You might ask why are you grepping? Because it's fast and familiar and I don't know the native tooling as easily (possibly a UX problem).

Then in spack (see https://spack.readthedocs.io/en/latest/package_fundamentals....) they have

$ spack find --paths

    ==> 74 installed packages.
    -- linux-debian7-x86_64 / gcc@4.4.7 --------------------------------
        ImageMagick@6.8.9-10  ~/spack/opt/linux-debian7-x86_64/gcc@4.4.7/ImageMagick@6.8.9-10-4df950dd
        adept-utils@1.0       ~/spack/opt/linux-debian7-x86_64/gcc@4.4.7/adept-utils@1.0-5adef8da
        atk@2.14.0            ~/spack/opt/linux-debian7-x86_64/gcc@4.4.7/atk@2.14.0-3d09ac09
and

$ spack find --format "{name}-{version}-{hash}"

    autoconf-2.69-icynozk7ti6h4ezzgonqe6jgw5f3ulx4
    automake-1.16.1-o5v3tc77kesgonxjbmeqlwfmb5qzj7zy
    bzip2-1.0.6-syohzw57v2jfag5du2x4bowziw3m5p67
    bzip2-1.0.8-zjny4jwfyvzbx6vii3uuekoxmtu6eyuj
    cmake-3.15.1-7cf6onn52gywnddbmgp7qkil4hdoxpcb
you get the package name immediately from the left, which is nice, and you can pipe that straight to `sort`, but where the hash starts is more jagged on the right so there's a bit more noise when you're looking at the numbers. In the end the information is identical and it's a UX difference.

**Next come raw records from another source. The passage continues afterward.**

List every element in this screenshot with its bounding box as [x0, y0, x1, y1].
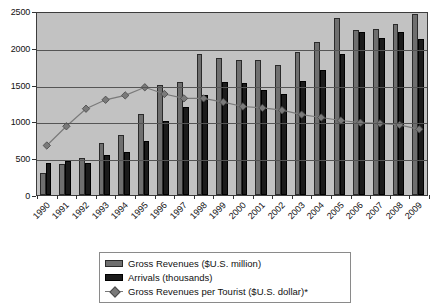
y-axis-tick-mark	[32, 196, 36, 197]
chart-legend: Gross Revenues ($U.S. million) Arrivals …	[99, 252, 351, 303]
legend-label-gross-revenues: Gross Revenues ($U.S. million)	[128, 258, 261, 269]
line-marker-1997	[180, 95, 187, 102]
line-marker-2002	[278, 107, 285, 114]
line-marker-1993	[102, 96, 109, 103]
y-axis-tick-mark	[32, 122, 36, 123]
revenues-per-tourist-line	[37, 13, 429, 197]
line-marker-1994	[122, 92, 129, 99]
legend-swatch-gross-revenues	[105, 260, 123, 267]
y-axis-tick-label: 1000	[0, 117, 30, 127]
line-marker-2008	[396, 121, 403, 128]
y-axis-tick-label: 0	[0, 191, 30, 201]
chart-container: 05001000150020002500 1990199119921993199…	[0, 0, 430, 304]
y-axis-tick-label: 2500	[0, 7, 30, 17]
legend-item-revenues-per-tourist: Gross Revenues per Tourist ($U.S. dollar…	[105, 284, 345, 298]
line-series-layer	[37, 13, 427, 195]
y-axis-tick-mark	[32, 49, 36, 50]
line-marker-1999	[220, 98, 227, 105]
line-path	[47, 87, 419, 145]
grid-line	[37, 87, 427, 88]
line-marker-1996	[161, 90, 168, 97]
legend-item-gross-revenues: Gross Revenues ($U.S. million)	[105, 256, 345, 270]
y-axis-tick-label: 1500	[0, 81, 30, 91]
line-marker-2009	[416, 126, 423, 133]
line-marker-2004	[318, 114, 325, 121]
y-axis-tick-label: 2000	[0, 44, 30, 54]
y-axis-tick-mark	[32, 12, 36, 13]
plot-area	[36, 12, 428, 196]
legend-swatch-arrivals	[105, 274, 123, 281]
y-axis-tick-label: 500	[0, 154, 30, 164]
line-marker-2001	[259, 104, 266, 111]
y-axis-tick-mark	[32, 86, 36, 87]
grid-line	[37, 160, 427, 161]
legend-swatch-revenues-per-tourist	[105, 287, 123, 296]
legend-item-arrivals: Arrivals (thousands)	[105, 270, 345, 284]
legend-label-revenues-per-tourist: Gross Revenues per Tourist ($U.S. dollar…	[128, 286, 308, 297]
line-marker-2003	[298, 111, 305, 118]
grid-line	[37, 50, 427, 51]
line-marker-1998	[200, 95, 207, 102]
y-axis-tick-mark	[32, 159, 36, 160]
line-marker-2000	[239, 103, 246, 110]
x-axis-labels: 1990199119921993199419951996199719981999…	[36, 200, 428, 244]
legend-label-arrivals: Arrivals (thousands)	[128, 272, 212, 283]
grid-line	[37, 123, 427, 124]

Tradeoffs wise I think they both made the right choice. Because for nix, the packages are almost always in /nix/store, so the path length including the hash is almost always the same.

For spack you can place your packages anywhere so the base directories can be highly variable, and so it's sensible to have the package names immediately after the package directory.

Or, I'm just trying to rationalize the choices each designer made post-hoc. But after using both I appreciate the design considerations that went in. In the end, humans are inefficient. When I make name / version / hash identifiers in my own applications I end up using one or the either design.